As they walked to join the others, she thought that this would be the last time for a long time that they would eat breakfast as a family. Tomorrow Eric would eat it with them. Not quite family, at least not
her
family. Not any longer.

Two parents, no longer married. Three sons shared. And a history of trying so hard to make things work out. First the marriage, then the divorce, and now the recovery.

“I’m glad Dad’s coming,” Dillon said.

“I know you are.” She patted his shoulder. But she didn’t lie and say that she was glad, as well.

 

Ariel Kensington was a star on the rise, but she wasn’t a traditional beauty. Her blue eyes were just a hair too widely spaced, and her chin had a pronounced point that worked better on Reese Witherspoon. Off camera, Ariel’s head almost seemed out of proportion to her body, as if on some heavenly assembly line the angels had run out of the proper model and found a substitute one size larger. The head was covered with black curls that refused to acknowledge that straight hair was the style of the day. Somehow all these flaws gave her a more powerful presence on camera. And the size of the head fit the size of the smile, which lit up any room she entered. Eric had met Ariel two years before, at a dinner at Washington’s National Press Club, and a week later they had become lovers.

Now she was his chauffeur. She was taking him to the inn where his sons waited and his ex-wife was probably wondering what she was getting into.

“You could still come to L.A. and stay with me.” Ariel switched lanes on I-81 heading south to Toms Brook. “My place is a postage stamp, but we could manage.”

Eric realized he had been staring at Ariel’s profile. Maybe he was trying to memorize it in case he was ever falling through space again. In those moments and the many beyond, he had tried and failed to conjure up an adequate picture of her in his head.

He turned away. “We’ve been over this. This is better.”

She didn’t argue. Both of them knew their relationship hadn’t progressed enough for 24/7 intimacy. Neither had asked for any kind of commitment, nor, he imagined, had Ariel thought about the next step any more than he had. He had tried marriage, found wedded bliss was one of the few things he did badly, and decided not to fail again. Ariel was married to the next step on the career ladder.

“Do you know every sentence you utter has an edge to it?” She glanced at him. “That’s new.”

“You thought maybe I hadn’t changed?”

“I just wonder if you know how angry you sound all the time. How will your boys react?”

“I’m not angry at them. I’m not angry at you.”

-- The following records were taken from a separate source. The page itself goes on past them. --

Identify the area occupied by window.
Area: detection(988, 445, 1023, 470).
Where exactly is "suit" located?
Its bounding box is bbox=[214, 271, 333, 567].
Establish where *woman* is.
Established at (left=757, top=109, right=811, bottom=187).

“Eric, on the list of things you’re angry about, what’s at the top?”

“Is this an interview?”

“Maybe that’s one of the things you’re angry about. That everybody wants to know how you feel. Everybody wants—or at least
wanted
—an interview when you came back.”

“You must have considered psychology before you chose journalism.”

“Oh, I did, sweetie.
Dr. Kensington
had a real ring to it. Problem was, I wanted to know what made people tick, but I didn’t want to take the time to make them tick faster or slower. I wanted to move on to the next story.”

One of the things Eric liked most about Ariel was her honesty. It served her well on the job, too. She was gathering a reputation as a straight shooter. People often requested her when they were forced to talk to the press. She was as honest as a television journalist could be.

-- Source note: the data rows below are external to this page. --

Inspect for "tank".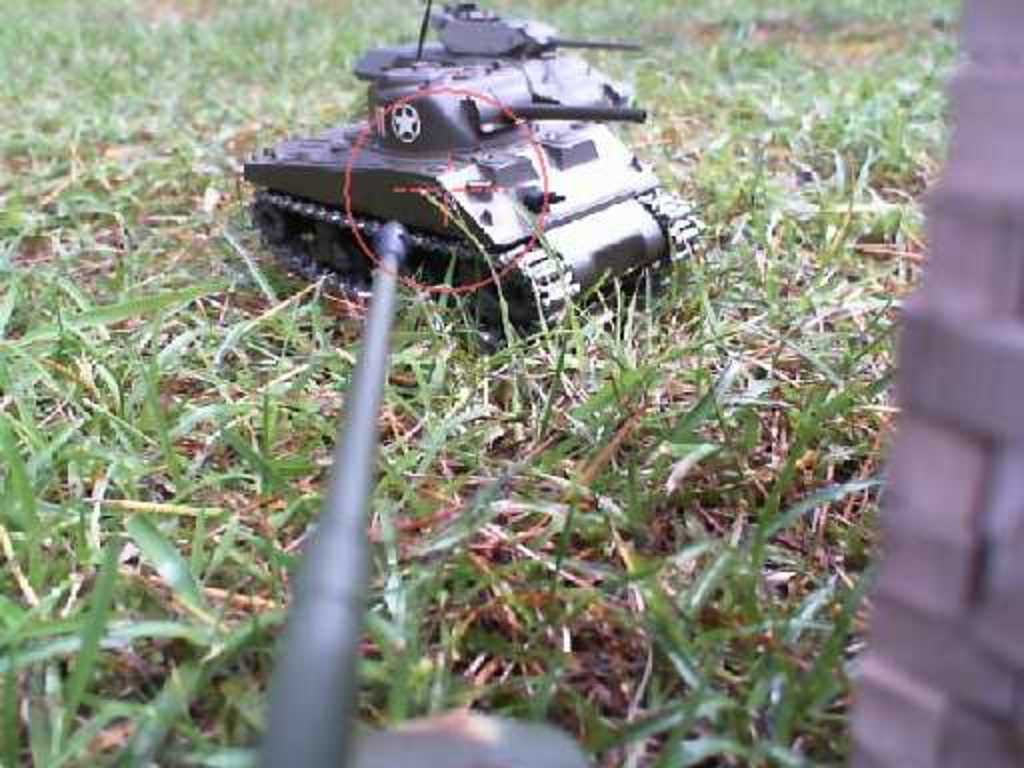
Inspection: bbox=(252, 222, 588, 766).
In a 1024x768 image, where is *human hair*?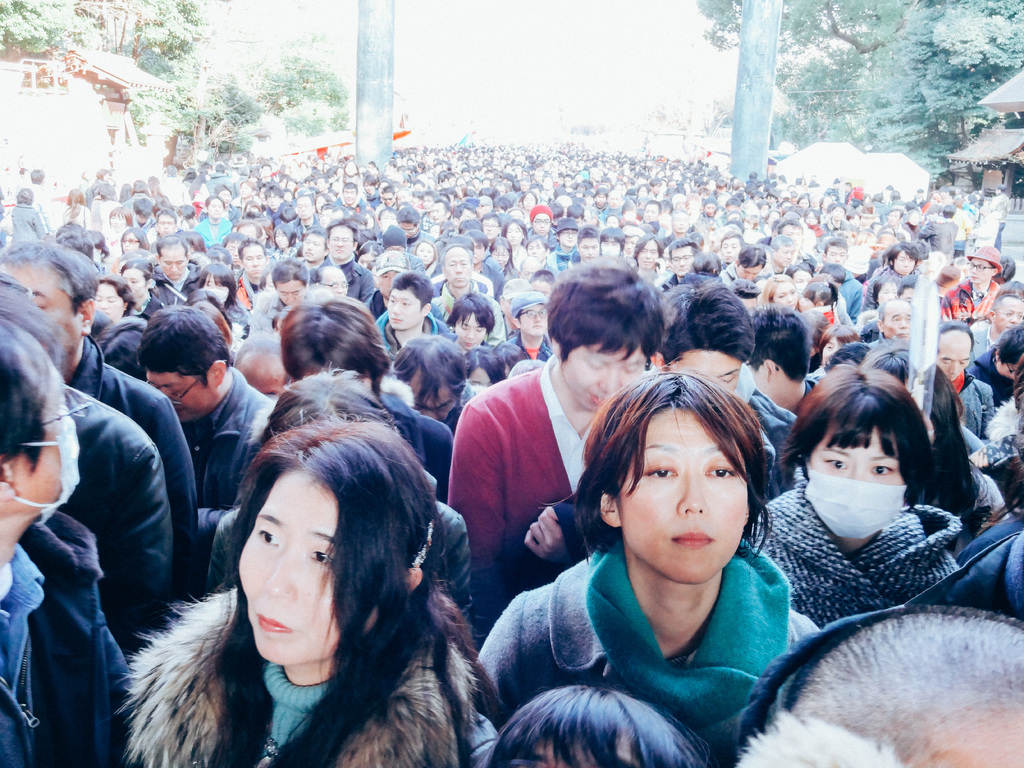
[left=661, top=281, right=755, bottom=367].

He decided to be just as honest. “I’m angry that this is all such a huge waste of resources.”

“Fill me in.”

“I’ve got energy, intellect, insight into world problems. I know how to use people to help me get to the bottom of things.” He paused. “Or at least I used to.”

“And now you’ve been sidelined.”

That was it, of course. Sidelined. Benched. Hog-tied. Eric Fortman, charismatic, powerful, dashing television journalist. So weak, so beaten, that right now he couldn’t face reporting Little League baseball scores.

“Tell me about your family,” Ariel said after the silence had stretched thin.

“You’ve never asked for a lot of details.”

“I’ve never been ten miles away and counting.”

“What do you want to know?”

“Basics again, for starters.”

“Jared’s eighteen, smart enough to get a scholarship to MIT in the fall. A top athlete, charming—”

“Like his daddy.”

“Not like me. He’s quieter. Jared is just who he is. He never tries to prove himself.”

“Watch yourself, you’re giving away insecurities.” She smiled and lit up her rental car with the brilliance of it.

He looked away and gazed out the window. Some fool in a black Cadillac Escalade was trying to pass on the right and getting nowhere fast. Nobody used a gas pedal like Ariel.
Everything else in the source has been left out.